Phony Web Certs Issued For Google, Yahoo, Skype 151
Gunkerty Jeb writes "A major issuer of secure socket layer (SSL) certificates acknowledged on Wednesday that it had issued 9 fraudulent SSL certificates to seven Web domains, including those for Google.com, Yahoo.com and Skype.com following a security compromise at an affiliate firm. The attack originated from an IP address in Iran, according to a statement from Comodo Inc."
Firefox/IE patches released,Comodo incident report (Score:5, Informative)
Comodo’s advisory:
http://www.comodo.com/Comodo-Fraud-Incident-2011-03-23.html
Firefox released 3.6.16 yesterday:
http://www.mozilla.com/en-US/firefox/3.6.16/releasenotes/
Microsoft released an advisory and patch yesterday:
Advisory: http://www.microsoft.com/technet/security/advisory/2524375.mspx
Patch: http://support.microsoft.com/kb/2524375
Re:Better Internet for Everybody (Score:4, Informative)
Yeah! We should ban such third world hellholes as the United States, Japan, Canada, Italy, Germany and the United Kingdom! They are all in the top 10 for spamming, according to Spamhaus. The others are China, Russia, Brazil, and Argentina.
Re:Patches? (Score:5, Informative)
What, they don't support revocation lists already?
Firefox, to take an example, supports offline revocation lists (i.e. imported from files) or Online Certificate Status Protocol for automatically verifying certificates. Both of these are optional, although OCSP is enabled by default for certificates that specify an OCSP server in their details. Comodo do use OCSP, so this should be dealt with automatically for most firefox users. However, some may have disabled OCSP, and for these a CRL must be installed to revoke the certificates. The easiest way to persuade people to do this is by pushing a patch that contains it.
Re:CRLs? (Score:5, Informative)
Are CRLs completely broken and unused?
Yes, they are. [imperialviolet.org]
Re:CRLs? (Score:2, Informative)
You may want to read http://www.imperialviolet.org/2011/03/18/revocation.html [imperialviolet.org]
Things You Can Do On Your Own (Score:5, Informative)
Neither of these are perfect, but here are two different firefox add-ons that can significantly reduce the chance of you falling victim to a compromised certificate authority:
Network Notary [networknotary.org] - sort of crowd-sourcing approach
Certificate Patrol [mozilla.org] - remembers the certs of sites you've visited in the past and tells you when they change
Re:Firefox/IE patches released,Comodo incident rep (Score:3, Informative)
http://www.mozilla.org/security/announce/2011/mfsa2011-11.html [mozilla.org]
http://blog.mozilla.com/security/2011/03/22/firefox-blocking-fraudulent-certificates/ [mozilla.com]
Re:And the CAs do ... what again? (Score:4, Informative)
Shouldn't be much longer ...
http://datatracker.ietf.org/doc/draft-ietf-dane-protocol/?include_text=1 [ietf.org]
Well unless the CA's pay off Mozilla/Microsoft/Apple not to implement it.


What the exercise asks ▸ Write out exactly, with both ends included, the lines that run from the line containing "help me find" to the end of the entries. Pictures are not part of the answer.
** Opening Record extracts block **
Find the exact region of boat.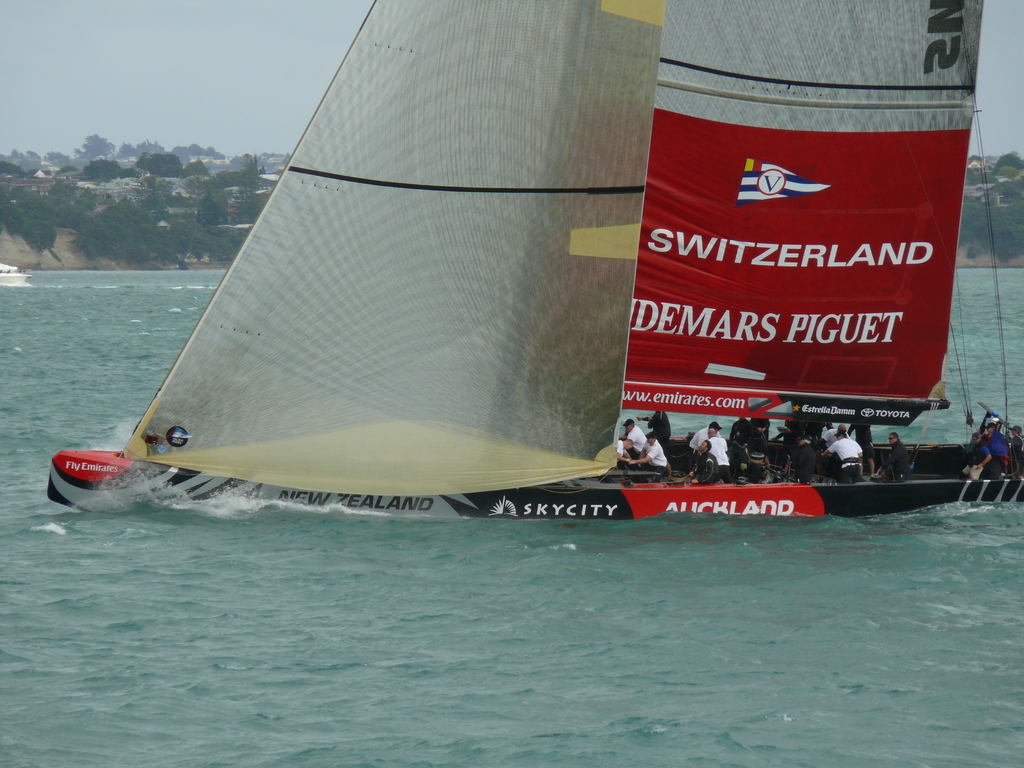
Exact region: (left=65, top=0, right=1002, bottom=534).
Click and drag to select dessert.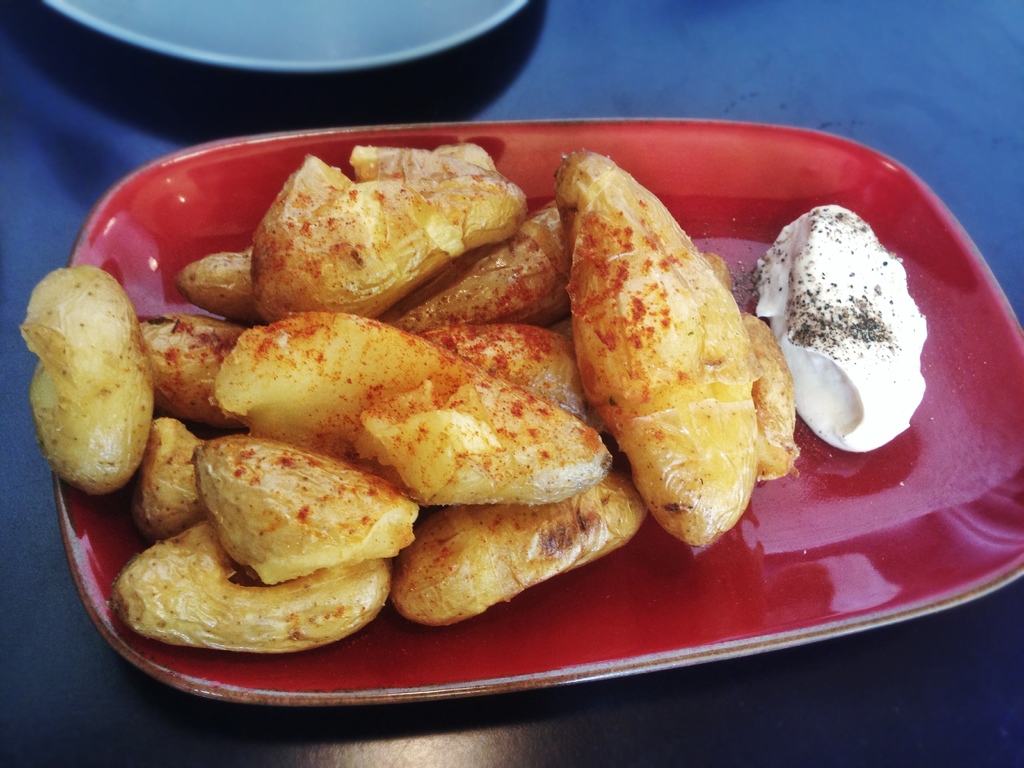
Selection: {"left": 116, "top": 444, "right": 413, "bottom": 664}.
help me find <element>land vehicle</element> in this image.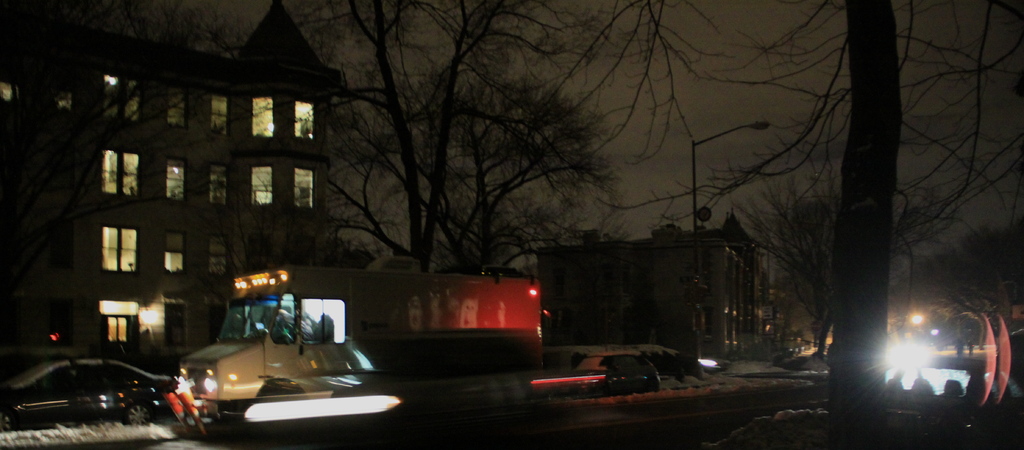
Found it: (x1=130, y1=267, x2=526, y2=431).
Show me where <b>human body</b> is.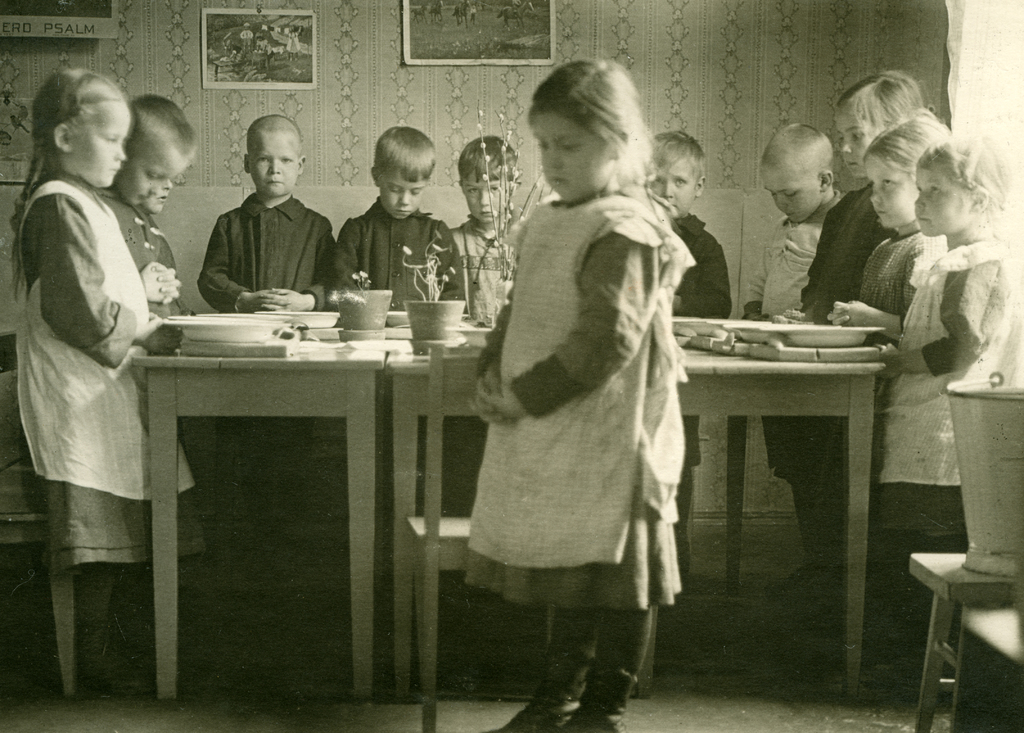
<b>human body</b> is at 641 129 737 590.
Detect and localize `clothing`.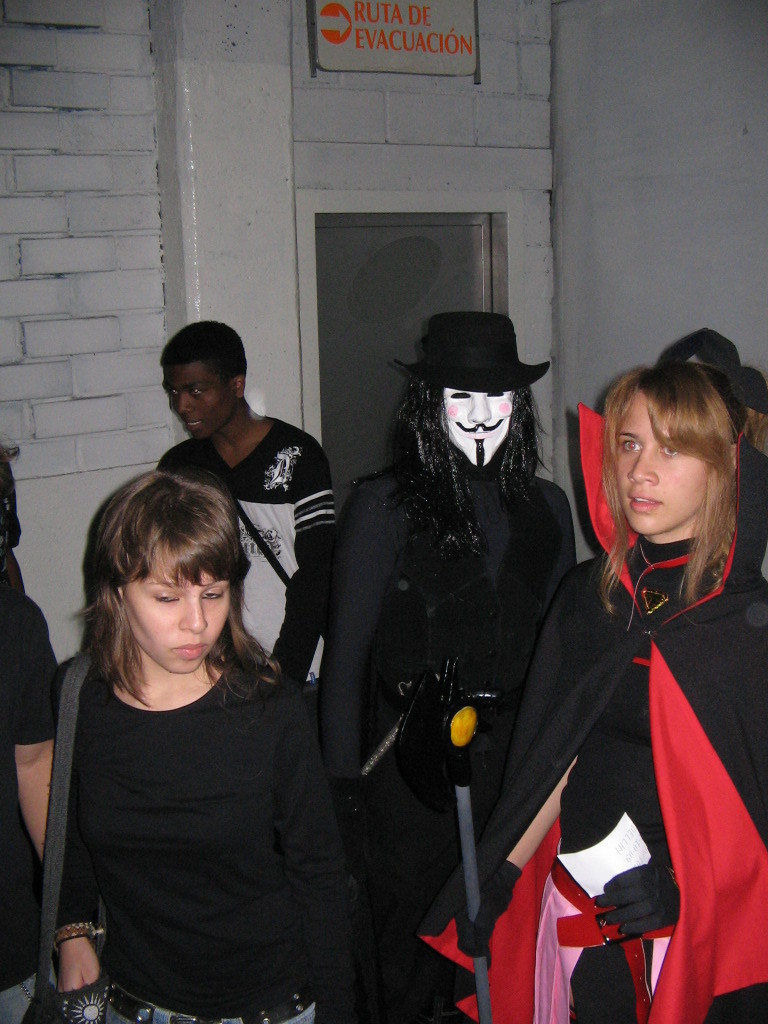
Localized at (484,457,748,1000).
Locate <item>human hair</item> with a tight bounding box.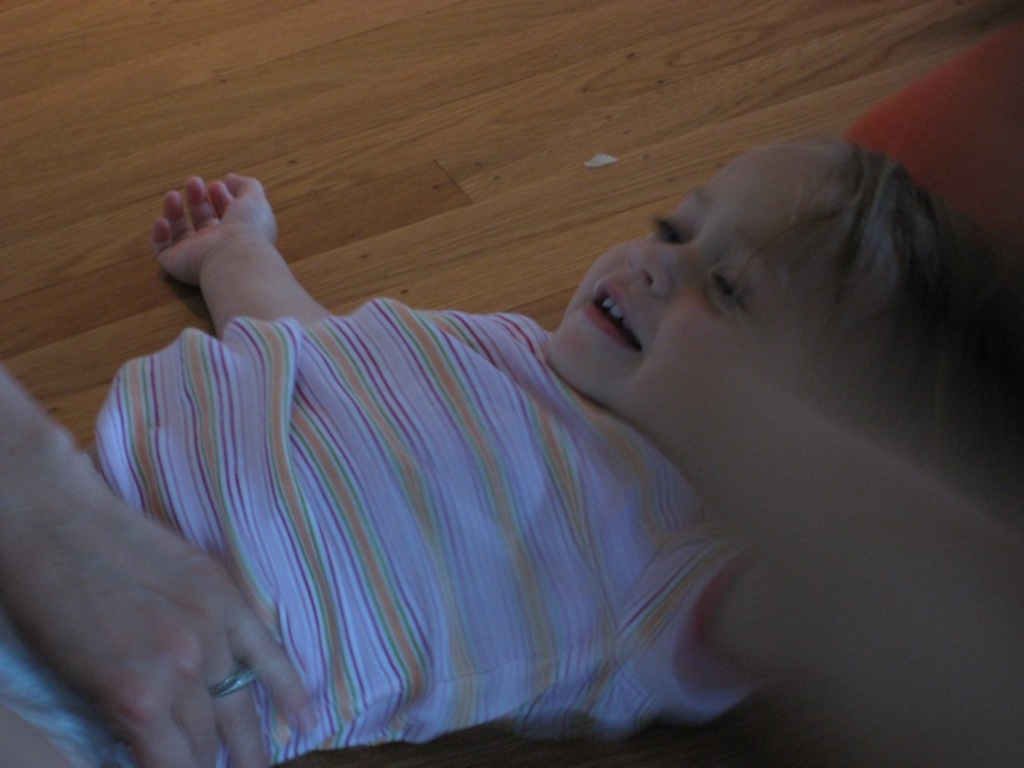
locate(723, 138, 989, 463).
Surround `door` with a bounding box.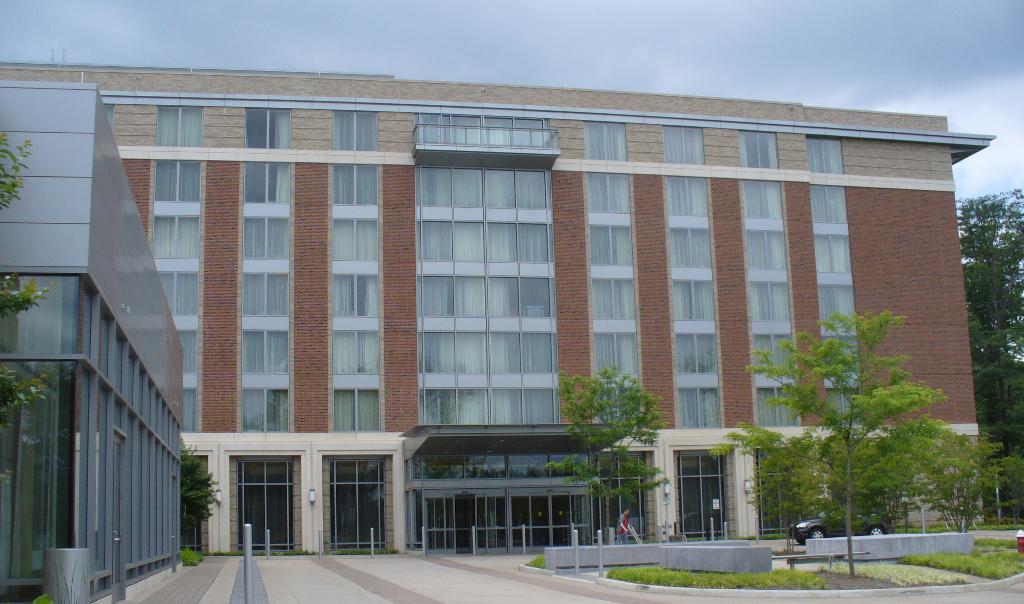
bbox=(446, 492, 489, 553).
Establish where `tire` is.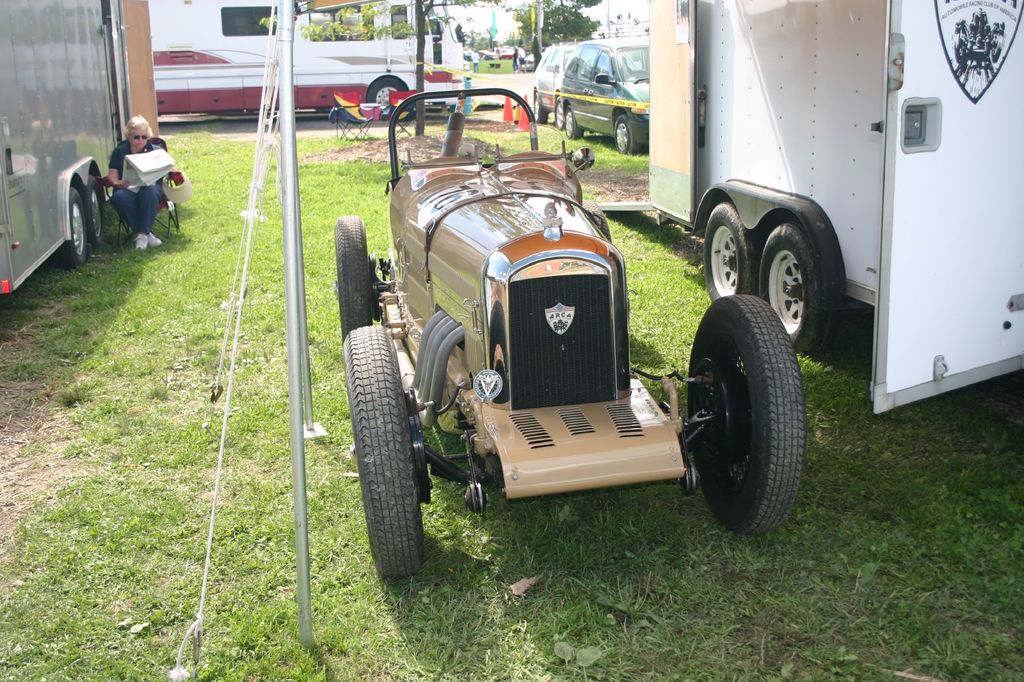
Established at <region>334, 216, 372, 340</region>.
** Closing Record extracts block **
Completed exercise ▸
help me find <element>land vehicle</element> in this image.
Found it: (x1=130, y1=267, x2=526, y2=431).
Show me where <b>human body</b> is.
<b>human body</b> is at 641 129 737 590.
Detect and localize `clothing`.
Localized at (484,457,748,1000).
Locate <item>human hair</item> with a tight bounding box.
locate(723, 138, 989, 463).
Surround `door` with a bounding box.
bbox=(446, 492, 489, 553).
Establish where `tire` is.
Established at <region>334, 216, 372, 340</region>.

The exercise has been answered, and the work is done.